Good examples of this are ordering too much food and feeling you have to eat it to 'get your money's worth' or keeping things you don't want or need because they were expensive.
I, and a small circle of friends, have been referring to this as 'the queue at the Blue John Mines' after a 1990's bank holiday trip spent in a long line whilst disputing whether to stay because we'd already invested hours in the trip or abandon the whole idea and recoup what was left of the day. The trouble with 'the queue at the Blue John Mines' is that it means nothing to everyone else in the world. (They weren't even mines, it turns out, but a cavern, but we didn't wait to find out as it happens.)
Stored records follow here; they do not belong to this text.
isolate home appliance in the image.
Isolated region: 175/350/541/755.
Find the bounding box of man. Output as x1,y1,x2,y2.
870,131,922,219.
The other things in the book that really struck me include: the importance of admitting you don't know, defining the problem properly before trying to solve it, and the importance of premortems - imagining your plans going wrong and asking what would have been most likely to cause it. Also - and this is where the sunk costs fallacy comes in - the importance of quitting before you waste more time and energy going down a wrong path.
There's a much longer piece about the sunk cost fallacy on You're Not so Smart... we all do it all the time!
* No dead horses were hurt in the making of this blog
testing, testing... i can comment, can you?